Universal basic income is one way to offset the income losses produced when machines replace humans in the workplace. UBI pays a stipend to people, typically to those who live in an area affected by technological efficiencies and worker displacement. 

For example, Y Combinator, which funds start-up companies mostly in the tech space, announced this month that it is giving $1,500 a month to 100 families in Oakland, Calif.—a working-class city near Silicon Valley. The money is meant to address the inequality produced by the rise in technology in the area.

Y Combinator reportedly has plans to pay out as much as $50 million in different locations affected by the tech-replacing-worker phenomenon. 

Mark Zuckerberg and Elon Musk, two high-tech heavyweights, have also thrown their endorsements behind UBI. Other Silicon Valley CEOs are beginning to share their ethic.
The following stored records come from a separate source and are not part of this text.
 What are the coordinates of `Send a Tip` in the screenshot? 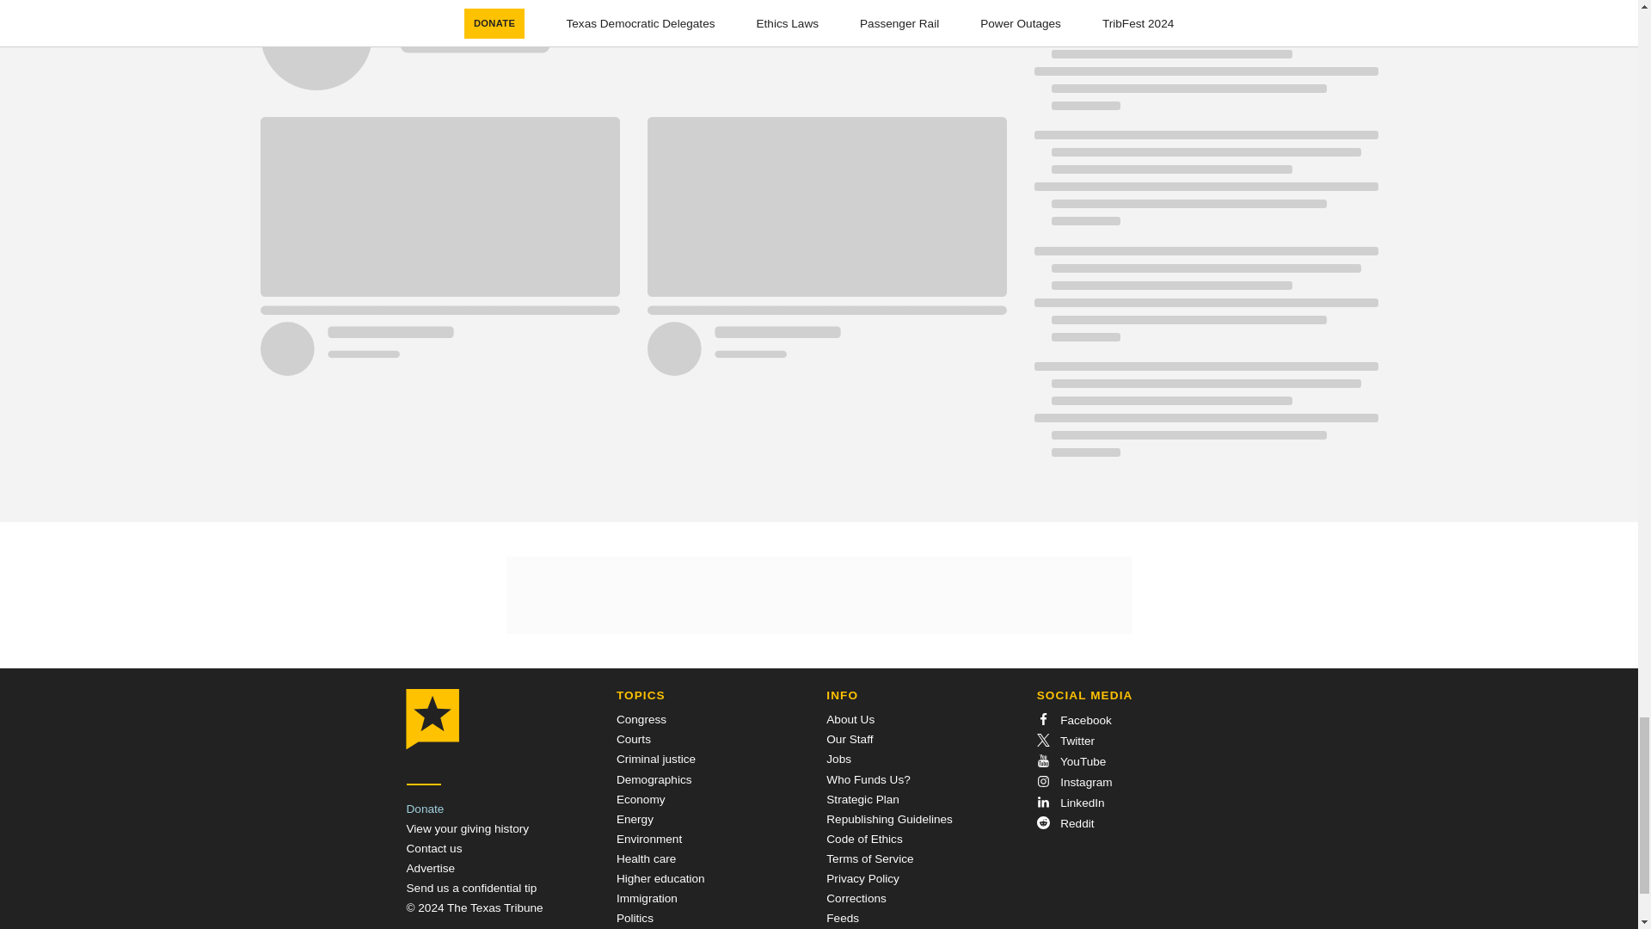 It's located at (471, 887).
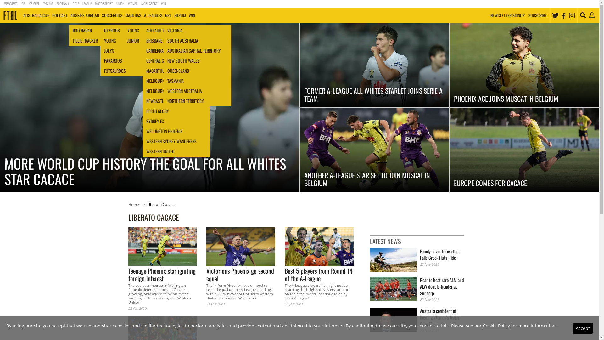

Stewart Butterfield of Slack, the fast-growing business app, came out this week with his endorsement of UBI, too.

To be sure, there are alternative forms of compensation for workers who lose their jobs on account of computers.

Billionaire Bill Gates is standing behind a robot tax, which would have robots that replace humans in the workplace taxed just like people are. The thinking is to recoup the taxable income lost by the individual. A company would pay a robot tax and the revenue would be used for supporting or retraining unemployed workers.  

There are complexities to this, of course. How much automation actually replaces human and how much tax to offset the human cost is one dilemma. Another is how to prevent the robot tax getting passed onto consumers in the form of rising prices.

In any event, what is certain is that unskilled workers are getting pushed out of the workforce in record numbers. The website Jobs of The Future Fund estimates that what it calls the "Automated Revolution" will cause more job losses than the Great Depression and the Great Recession combined.

Automation is meant to result in cost savings. Lost incomes and taxes, however, will need to be calculated and recouped in some way. Otherwise, the whole economy suffers. The equation isn’t easily figured. To solve the problem, we’ll need both brain power and computer power to work together.